Lesson two, “Never forget how much context matters… We have a lot of information but we don’t have the context to process that information. ”Noah noted that we respond to news we see through our own biases. The wider context of what we are seeing and hearing is lost.


People are “a lot friendlier than they would have you believe.” Social media may tempt us to think of the polarity between people. But for Noah, his travels throughout the country enabled him to see the better side of people, even those who may disagree with him politically.


Lesson three, said Noah, was that doing the show “taught him to be grateful for everything that he has, that he doesn’t even realize he has. Grateful to the wonderful people who helped him make every single episode.”


Special mention:


One group that taught Noah received special mention. “he has often been credited with having these grand ideas.

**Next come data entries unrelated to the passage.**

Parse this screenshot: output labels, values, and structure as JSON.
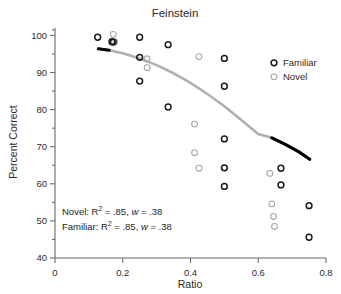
{
  "chart_data": {
    "type": "scatter",
    "title": "Feinstein",
    "xlabel": "Ratio",
    "ylabel": "Percent Correct",
    "xlim": [
      0,
      0.8
    ],
    "ylim": [
      40,
      102
    ],
    "xticks": [
      0,
      0.2,
      0.4,
      0.6,
      0.8
    ],
    "xticklabels": [
      "0",
      "0.2",
      "0.4",
      "0.6",
      "0.8"
    ],
    "yticks": [
      40,
      50,
      60,
      70,
      80,
      90,
      100
    ],
    "yticklabels": [
      "40",
      "50",
      "60",
      "70",
      "80",
      "90",
      "100"
    ],
    "yminorticks": [
      45,
      55,
      65,
      75,
      85,
      95
    ],
    "grid": false,
    "legend_position": "upper right",
    "colors": {
      "familiar": "#1d1d1d",
      "novel": "#a6a6a6",
      "curve_middle": "#b0b0b0",
      "curve_ends": "#000000",
      "axis": "#6b6b6b"
    },
    "series": [
      {
        "name": "Familiar",
        "marker": "open-circle",
        "color": "#1d1d1d",
        "points": [
          {
            "x": 0.126,
            "y": 99.5
          },
          {
            "x": 0.168,
            "y": 98.3
          },
          {
            "x": 0.172,
            "y": 98.2
          },
          {
            "x": 0.25,
            "y": 99.5
          },
          {
            "x": 0.25,
            "y": 94.1
          },
          {
            "x": 0.25,
            "y": 87.7
          },
          {
            "x": 0.334,
            "y": 97.5
          },
          {
            "x": 0.334,
            "y": 80.7
          },
          {
            "x": 0.5,
            "y": 93.8
          },
          {
            "x": 0.5,
            "y": 86.3
          },
          {
            "x": 0.5,
            "y": 72.1
          },
          {
            "x": 0.5,
            "y": 64.3
          },
          {
            "x": 0.5,
            "y": 59.3
          },
          {
            "x": 0.667,
            "y": 64.2
          },
          {
            "x": 0.667,
            "y": 59.7
          },
          {
            "x": 0.75,
            "y": 54.1
          },
          {
            "x": 0.75,
            "y": 45.6
          }
        ]
      },
      {
        "name": "Novel",
        "marker": "open-circle",
        "color": "#a6a6a6",
        "points": [
          {
            "x": 0.172,
            "y": 100.3
          },
          {
            "x": 0.176,
            "y": 98.3
          },
          {
            "x": 0.272,
            "y": 93.7
          },
          {
            "x": 0.272,
            "y": 91.3
          },
          {
            "x": 0.412,
            "y": 76.1
          },
          {
            "x": 0.412,
            "y": 68.4
          },
          {
            "x": 0.425,
            "y": 94.3
          },
          {
            "x": 0.425,
            "y": 64.2
          },
          {
            "x": 0.5,
            "y": 64.3
          },
          {
            "x": 0.634,
            "y": 62.8
          },
          {
            "x": 0.64,
            "y": 54.6
          },
          {
            "x": 0.645,
            "y": 51.2
          },
          {
            "x": 0.648,
            "y": 48.5
          }
        ]
      }
    ],
    "fit_curve": {
      "description": "quadratic-like decreasing fit, black at both ends, gray in the middle",
      "points": [
        {
          "x": 0.128,
          "y": 96.4
        },
        {
          "x": 0.16,
          "y": 96.0
        },
        {
          "x": 0.2,
          "y": 95.2
        },
        {
          "x": 0.25,
          "y": 93.8
        },
        {
          "x": 0.3,
          "y": 92.0
        },
        {
          "x": 0.35,
          "y": 89.8
        },
        {
          "x": 0.4,
          "y": 87.2
        },
        {
          "x": 0.45,
          "y": 84.2
        },
        {
          "x": 0.5,
          "y": 80.9
        },
        {
          "x": 0.55,
          "y": 77.2
        },
        {
          "x": 0.6,
          "y": 73.4
        },
        {
          "x": 0.64,
          "y": 72.4
        },
        {
          "x": 0.68,
          "y": 70.6
        },
        {
          "x": 0.72,
          "y": 68.6
        },
        {
          "x": 0.752,
          "y": 66.6
        }
      ],
      "black_start_range": [
        0.128,
        0.185
      ],
      "black_end_range": [
        0.64,
        0.752
      ]
    },
    "annotations": [
      {
        "id": "novel-stat",
        "prefix": "Novel: R",
        "sup": "2",
        "mid": " = .85, ",
        "italic": "w",
        "suffix": " = .38"
      },
      {
        "id": "familiar-stat",
        "prefix": "Familiar: R",
        "sup": "2",
        "mid": " = .85, ",
        "italic": "w",
        "suffix": " = .38"
      }
    ],
    "legend": [
      {
        "label": "Familiar",
        "color": "#1d1d1d"
      },
      {
        "label": "Novel",
        "color": "#a6a6a6"
      }
    ]
  }
}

Who do you think teaches him, who do you think has shaped him, nourished him, informed him? From his mom, his gran, his aunts, and all these black women in his life but then in America as well. He always tells people if they truly want to learn about America, talk to Black women. Because unlike everybody else Black women can’t afford to around and find out. Black people understand how hard it is when things go bad.”


Context matters and so does the heart. Trevor Noah is only 38 and he will be entertaining and yes educating us for decades more to come. His departure from the Daily Show was less a goodbye than the closing of one chapter and the opening of another. All done with style and grace.